I follow the joy and I continually practise tuning in to my body and what it needs and not my ambitious mind; not the thought that says ‘if you run hard now one day you could achieve this’. Those thoughts have their place but I don’t want running to default to another form of consumption. Consumption of my body. I don’t want to be a graveyard of injuries. 

Ironically I am just recovering from an injury… I didn’t tune in to my body’s pleas to ‘stop’, ‘go easy’. So with a renewed determination to be present for every step or stride I am relishing the freshness of every jog. The ‘effortless effort’ as my meditation teacher says. I savour -but I don’t cling on- to the sights, the sounds and the feel of running. The sensations of the living earth beneath my (as thin as possible) shoes. And, in the future, I may be(come) an ultra runner or one of the loons that you see running barefoot.

A man running through the city streets topless

But for now, my ambition is ‘constrained’ to the joy and sensation of running whenever I feel like it.

To get back to the point and the title of this Blog…

The thing I learnt most recently from my running coach [Théa Payne. Website here. Highly recommended!] is how to tie my shoes. My toenails were hurting running downhill which I happened to mention in passing so Coach Théa helped me understand that a.) my shoes were a size too small (they were right a year ago but your feet get bigger when you switch to barefoot shoes). And b.) when I got the bigger shoes which felt like boats Coach Théa showed me how to cinch them up in a way that stops my feet from sliding forward.

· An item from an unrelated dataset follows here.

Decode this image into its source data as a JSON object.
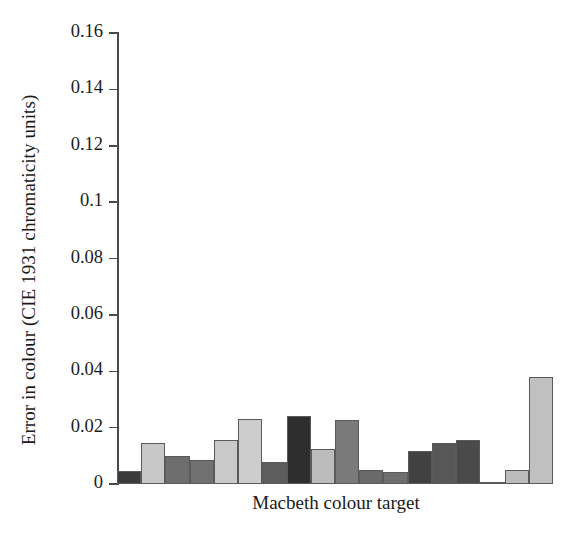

This lesson had a profound impact on me! I started to think about all the things (big and small) we learn from our coaches. I thought I’d learnt to tie my shoes at age 4. Then I thought I’d mastered it by age 14 yet here I am at 41 receiving an off the cuff lesson on how to tie my shoes. Something I thought I knew.

It got me thinking… What other things do I think I know that a coach could help me learn, leverage, re-learn or perhaps unlearn…?

Inviting someone in to help can feel daunting but you never know what it might reveal. It turns out that there are many unknowns in the things we are sure we know.